We have found statistically significant differences in the DVH parameters favouring the MRI-TRUS fusion approach. The V100, V150, and V200 of the ECE volume were higher when the ECE was delineated on MR and transferred to the US dataset for planning purposes, while preserving V100, V150, V200, and OAR doses within the pre-established dosimetric constraints.
To our knowledge this is the first study reporting the impact of TRUS/MRI fusion in the coverage of ECE in T3a patients treated with HDR real-time brachytherapy.
We acknowledge several uncertainties in the delineation of DIL and ECE volumes transferred from the MR images to the US dataset due to several reasons: a Foley catheter was not in-situ during the MR acquisition, the transrectal probe may deform the posterior prostate, and two patients received 1 month of hormonal therapy prior to HDR brachytherapy. For these 2, the volume of DIL may have been less than imaged on the pretreatment MR leading to an overestimation of the ECE at the time of treatment.

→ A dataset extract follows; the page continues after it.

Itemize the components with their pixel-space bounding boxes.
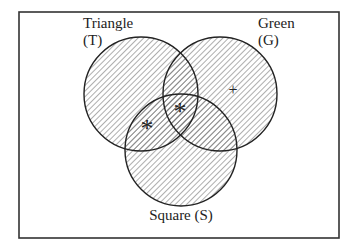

We believe that a further refinement of TRUS/MR guided realtime HDR brachytherapy is dose escalation to the Dominant Intraprostatic Lesions (DIL) using dose painting and inverse planning. Consequently, we have started a phase II clinical trial investigating the feasibility and safety of this dose escalation (NCT01909388). A similar clinical trial is ongoing in British Columbia, Canada (NCT01605097). For the ongoing trial, we have modified our approach to include a second MR, acquired the same day as the HDR procedure using a Foley catheter and a 2.5 cm diameter rectal cylinder to mimic the ultrasound probe. Results from well-designed clinical trials will elucidate whether better coverage of the ECE or local dose escalation to the DIL will produce improved disease control without increasing normal tissue complications.
MR imaging contributes significant incremental value to the nomograms for the prediction of ECE, and is by far the best imaging technique for prostate cancer staging. We recommend MR staging for high risk patients prior to HDR brachytherapy and incorporation of this information into the dosimetric planning process. Although, MR-guided HDR is not likely to be readily available in the near future, real-time TRUS/MR fusion can accomplish the same goal with currently available equipment and software.
Disclosure
Authors report no conflict of interest.